Wednesday, August 22, 2012

Growing Candy


What a thrill to have a watermelon patch. Each watermelon seems like a special treat just waiting to be enjoyed. Definitely more exciting than squash.



There is the tendril that is supposed to indicate ripeness when it turns brown. We will see.


Long frustrated by failure to put the edible plants I grow to good use I have moved more and more to what I think of as candy plants. Blueberries, raspberries, grapes, and the like are, to me, like growing candy. Perhaps I don't harvest the whole production, but I get good use out of at least those three. This year instead of green beans and squash I am growing watermelon. Yum! I used plastic for the first time. It was kind of against my general approach to gardening, but not any more, at least for watermelon.

I searched on line for how to determine watermelon ripeness. I got a few clues but the only really reliable approach, I was told, was to cut one open and see. I did that and while it was edible, I think I will wait for another week or two. I will watch for any changes in the first tendril from the fruit stalk and see if that technique works. I can't wait.

My wife came through for me recently. We harvested tomatoes, eggplant, garlic and leeks and used them to make egg plant Parmesan. Wow was that good. But now that we have used one egg plant (I grilled another couple without great success) we are, alas, probably done with the other fifteen or twenty out in the garden. I have a recipe for tomato cobbler that comes highly recommended. Perhaps that will be this week-end's cooking project.

Wednesday, August 1, 2012

Bedding-out Scheme Features at Kingwood


Colocasia 'Mojito' (Elephant Ear) This is a relatively new plant on the market and it makes quite an impression in the garden.


Colocasia 'Diamond Head' (Elephant Ear) is a show stopper. The deep dark color and the sheen of the leaf surface always make me stop and marvel.


Canna 'Australia' also has a dramatic dark luster to its leaves, and it also has brilliant orange flowers. The flowers could easily be too much, but it is something that seems to be possible to incorporate into seasonal beds more easily than in temperate climate perennial gardens.


Another dark plant, Pennisetum 'Princess' makes a quite an impact in the garden with its size and color. We overwinter this in front of some big windows in a building we keep at about 50 degrees Fahrenheit.


This Nicotiana sylvestris (flowering tobacco) is the only one of the five that is a true annual and that we grow from seed each year. It is amazing how such a huge plant can grow so quickly from a tiny seed.


When I garden at home I prefer growing hardy plants. I like establishing plant communities that develop and evolve over the years as I make changes, as things grow and get bigger, as some things die or recede, and as plants compete with each other. I enjoy working with all of these dynamics.

Kingwood Center, where I work, has a wide assortment of gardens, but seasonal bedding-out schemes are featured. As an administrator I am not directly involved in these seasonal beds, but I have come to appreciate the very different skills, techniques and results obtained from creating garden beds anew each year from scratch.

One of the most exciting aspects of the seasonal bedding-out schemes is the opportunity to use big, bold, exotic looking plants that really make an impression the very first year they are planted out. Most of these are tender perennials that have to be overwintered, which is often a special skill in itself.

Once again this year I am particularly impressed by several large featured plants and the special qualities they bring to the gardens. I have included photographs of four of them above.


**TASK STATEMENT:** Pull out every line from the listing that has the word "cell".

**SUPPLIED ENTRIES:**
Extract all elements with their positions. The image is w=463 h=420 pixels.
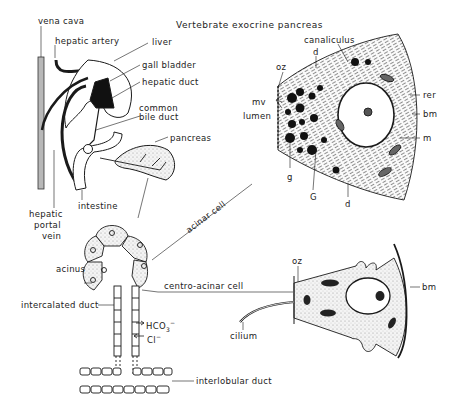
label-mitochondrion: m <box>423 133 432 143</box>
label-hepatic-artery: hepatic artery <box>55 36 119 46</box>
figure-title: Vertebrate exocrine pancreas <box>176 20 323 30</box>
bicarbonate-text: HCO <box>146 321 166 331</box>
bicarbonate-charge: − <box>170 319 175 326</box>
diagram-canvas <box>0 0 463 420</box>
label-microvilli: mv <box>252 97 266 107</box>
label-golgi: G <box>310 192 317 202</box>
label-cilium: cilium <box>230 331 257 341</box>
chloride-charge: − <box>156 333 161 340</box>
label-acinus: acinus <box>56 264 85 274</box>
label-vena-cava: vena cava <box>38 16 84 26</box>
chloride-text: Cl <box>147 335 156 345</box>
label-centro-acinar-cell: centro-acinar cell <box>164 281 243 291</box>
label-rough-er: rer <box>423 90 436 100</box>
centroacinar-cell-panel <box>240 244 420 358</box>
acinar-cell-panel <box>276 34 420 200</box>
label-desmosome-top: d <box>313 47 319 57</box>
label-intestine: intestine <box>78 201 118 211</box>
label-common-bile-duct-line2: bile duct <box>139 112 179 122</box>
common-bile-duct-shape <box>84 108 99 150</box>
label-gall-bladder: gall bladder <box>142 60 196 70</box>
organ-panel <box>38 26 175 218</box>
label-lumen: lumen <box>243 111 271 121</box>
label-liver: liver <box>152 37 172 47</box>
label-hepatic-portal-vein-line1: hepatic <box>29 209 63 219</box>
label-intercalated-duct: intercalated duct <box>21 300 99 310</box>
label-zymogen-granule: g <box>287 172 293 182</box>
label-hepatic-portal-vein-line3: vein <box>42 231 61 241</box>
label-chloride: Cl− <box>147 332 161 345</box>
label-centroacinar-bm: bm <box>422 282 436 292</box>
label-desmosome-bottom: d <box>345 199 351 209</box>
label-interlobular-duct: interlobular duct <box>196 376 272 386</box>
cilium <box>240 302 294 322</box>
label-hepatic-portal-vein-line2: portal <box>34 220 61 230</box>
bicarbonate-subscript: 3 <box>166 326 170 333</box>
label-basement-membrane: bm <box>423 109 437 119</box>
label-pancreas: pancreas <box>170 133 211 143</box>
label-occluding-zone: oz <box>276 62 286 72</box>
label-canaliculus: canaliculus <box>304 35 355 45</box>
label-hepatic-duct: hepatic duct <box>142 77 199 87</box>
label-centroacinar-oz: oz <box>292 256 302 266</box>
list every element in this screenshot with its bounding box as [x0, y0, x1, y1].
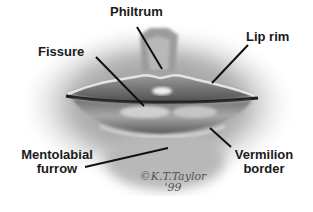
label-vermilion-border: Vermilion border	[230, 148, 298, 176]
label-philtrum: Philtrum	[110, 5, 163, 19]
signature-year: '99	[138, 182, 208, 193]
label-mentolabial-line1: Mentolabial	[14, 148, 100, 162]
label-mentolabial-furrow: Mentolabial furrow	[14, 148, 100, 176]
label-fissure: Fissure	[38, 45, 84, 59]
label-vermilion-line2: border	[230, 162, 298, 176]
label-lip-rim: Lip rim	[246, 30, 289, 44]
label-vermilion-line1: Vermilion	[230, 148, 298, 162]
artist-signature: ©K.T.Taylor '99	[138, 171, 208, 193]
label-mentolabial-line2: furrow	[14, 162, 100, 176]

**ANSWER SPACE:**
label-centro-acinar-cell: centro-acinar cell <box>164 281 243 291</box>
centroacinar-cell-panel <box>240 244 420 358</box>
acinar-cell-panel <box>276 34 420 200</box>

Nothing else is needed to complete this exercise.